Stealth machine learning startup raises $10M to develop a heart disease detection algorithm

Stealthy machine learning player A4L announced that it has raised CA$10 million ($7.1 million) to develop and test its algorithm for heart disease.

The Toronto-based company says that its proprietary variable extraction algorithm has analyzed and manipulated 2 billion data points in laboratory research, which was supported by the Southern Ontario Smart Computing Innovations Platform and the Ontario Centers of Excellence.

The data consists of "patient physiologic signals and clinical outcomes information to detect and assess specific diseases."

A4L has a U.S. subsidiary in Research Triangle Park, NC, where hardware development occurs.

The company aims to create noninvasive and cost effective diagnostic for several diseases.

To pull the feat off, the company has hired Don Crawford as CEO. He steered Sapheon to its takeover by Covidien, which is now Medtronic ($MDT). The company makes the FDA-approved VenaSeal system, a medical adhesive designed to close the great saphenous vein in patients with varicose veins and chronic venous insufficiency.

The exit resulted in up to $238 million paid to Sapheon investors and shareholders, according a to an A4L release. The company's valuation was not disclosed at the time of the deal announcement in August 2014, which was shortly after the announcement of the Medtronic-Covidien merger.

A4L has revealed few details about itself or the apparently oversubscribed financing round, which consisted of funding from private accredited investors.

A4L represents a new breed of diagnostics aspirants, who eschew the traditional molecular model for new-era approaches dominated by Big Data and artificial intelligence-based insights.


**What is expected:** Would you please copy every line from the records that contains the word "Firms"?

**Dataset content:**
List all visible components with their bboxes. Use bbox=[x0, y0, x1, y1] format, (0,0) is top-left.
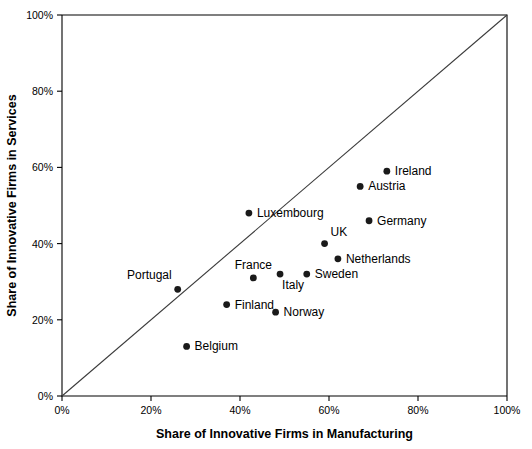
data-point-label: Belgium bbox=[195, 339, 238, 353]
x-tick-label: 80% bbox=[407, 404, 428, 416]
y-tick-label: 40% bbox=[32, 238, 53, 250]
data-point-marker[interactable] bbox=[303, 271, 310, 278]
data-point-marker[interactable] bbox=[174, 286, 181, 293]
y-tick-label: 60% bbox=[32, 161, 53, 173]
data-point-label: Sweden bbox=[315, 267, 358, 281]
scatter-chart-figure: 0%20%40%60%80%100%0%20%40%60%80%100%Shar… bbox=[0, 0, 532, 449]
data-point-marker[interactable] bbox=[366, 217, 373, 224]
data-point-marker[interactable] bbox=[277, 271, 284, 278]
x-tick-label: 20% bbox=[140, 404, 161, 416]
data-point-label: Ireland bbox=[395, 164, 432, 178]
data-point-label: Norway bbox=[284, 305, 325, 319]
x-tick-label: 40% bbox=[229, 404, 250, 416]
x-tick-label: 100% bbox=[494, 404, 521, 416]
data-point-marker[interactable] bbox=[357, 183, 364, 190]
data-point-label: Portugal bbox=[127, 268, 172, 282]
data-point-label: Netherlands bbox=[346, 252, 411, 266]
data-point-marker[interactable] bbox=[183, 343, 190, 350]
data-point-marker[interactable] bbox=[383, 168, 390, 175]
data-point-label: Germany bbox=[377, 214, 426, 228]
data-point-marker[interactable] bbox=[223, 301, 230, 308]
data-point-marker[interactable] bbox=[246, 210, 253, 217]
data-point-label: France bbox=[235, 258, 273, 272]
data-point-label: Luxembourg bbox=[257, 206, 324, 220]
data-point-label: UK bbox=[331, 225, 348, 239]
x-axis-title: Share of Innovative Firms in Manufacturi… bbox=[156, 427, 413, 441]
y-tick-label: 20% bbox=[32, 314, 53, 326]
data-point-marker[interactable] bbox=[250, 274, 257, 281]
x-tick-label: 60% bbox=[318, 404, 339, 416]
chart-canvas: 0%20%40%60%80%100%0%20%40%60%80%100%Shar… bbox=[0, 0, 532, 449]
y-tick-label: 100% bbox=[26, 9, 53, 21]
data-point-marker[interactable] bbox=[272, 309, 279, 316]
data-point-label: Italy bbox=[282, 278, 304, 292]
x-tick-label: 0% bbox=[54, 404, 69, 416]
y-axis-title: Share of Innovative Firms in Services bbox=[5, 94, 19, 316]
data-point-label: Austria bbox=[368, 179, 406, 193]
data-point-marker[interactable] bbox=[321, 240, 328, 247]
y-tick-label: 0% bbox=[38, 390, 53, 402]
data-point-label: Finland bbox=[235, 298, 274, 312]
data-point-marker[interactable] bbox=[335, 255, 342, 262]
y-tick-label: 80% bbox=[32, 85, 53, 97]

**Answer box:**
x-axis-title: Share of Innovative Firms in Manufacturi… bbox=[156, 427, 413, 441]
y-axis-title: Share of Innovative Firms in Services bbox=[5, 94, 19, 316]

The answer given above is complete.